Most people or entities that attempt to register a business method patent retain an attorney to assist them. When the attorney fees are taken into account, getting a business method patent may cost several thousand dollars or more. (If you get a patent without an attorney, the costs will be much lower.) In addition, the owner of the patent will need to pay maintenance fees to the U.S. Patent and Trademark Office after three and a half years, seven and a half years, and 11½ years. The pendency period, which is the period between filing the application and getting the patent, usually lasts two or three years. You cannot stop someone else from using the process during the pendency period. Patent rights expire 20 years after the date of filing.

Requirements for Business Method Patents

There are four main requirements for patenting a business method. First, the business method must be patentable subject matter rather than an abstract idea. It also must meet the usefulness requirement, but this is a low threshold to meet. The method only must produce a concrete result. The two remaining requirements are more complicated. These involve showing that the method is novel and that it is not obvious.

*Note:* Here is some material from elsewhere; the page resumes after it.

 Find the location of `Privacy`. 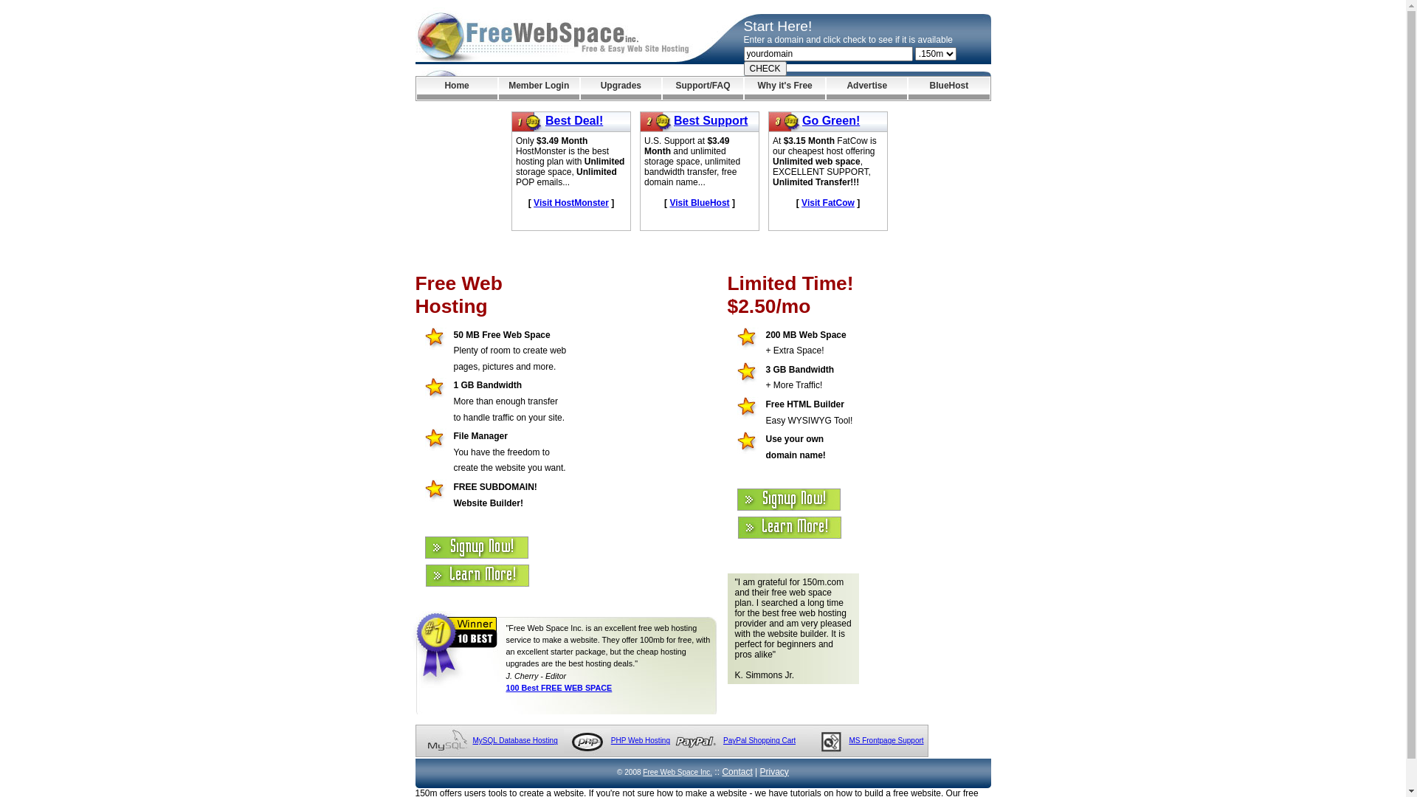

A novel business method must be different from any previous method or invention, and it must not have been exposed to the public. A method is exposed to the public if it was used publicly or described in a publication before the application was filed. (An exception applies if the applicant described the method in a publication no more than one year before the filing date.)

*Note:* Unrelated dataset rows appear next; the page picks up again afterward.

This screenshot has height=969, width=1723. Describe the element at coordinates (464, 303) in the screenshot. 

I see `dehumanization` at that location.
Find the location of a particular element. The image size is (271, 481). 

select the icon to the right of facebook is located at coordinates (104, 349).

A business method that is non-obvious must produce a result that is new or unexpected to someone in the relevant field. This is often determined by assessing whether someone in the field would have seen the new method as a natural evolution of previous methods.

The America Invents Act

The Patent Reform Act of 2011, also known as the America Invents Act, imposed some restrictions on business method patents. It excluded future patents for tax strategies, and it provided an eight-year period in which anyone can ask the USPTO to review the validity of any existing business method patent that does not cover a technological invention.

Meanwhile, the America Invents Act created a nine-month period in which anyone can challenge the validity of a business method patent on any basis within nine months of the patent application being granted. To trigger this review, the challenger must prove that it is likely that at least one claim of the patent does not qualify for protection or that the patent implicates a novel legal question. However, the challenger cannot use the basis for the review again later in an infringement case or a declaratory judgment action.

Competing Use of Business Methods

Sometimes another business in the applicant’s industry will assert that it was using the business method already. This will be a basis for denying protection or invalidating a patent if the other business can prove that it had used the method publicly more than a year before the applicant filed the application. Confidential use does not provide a basis to challenge the application or patent. The other business will be able to continue using the method without infringing on the patent, though, if it used the method confidentially before the patent owner filed the application.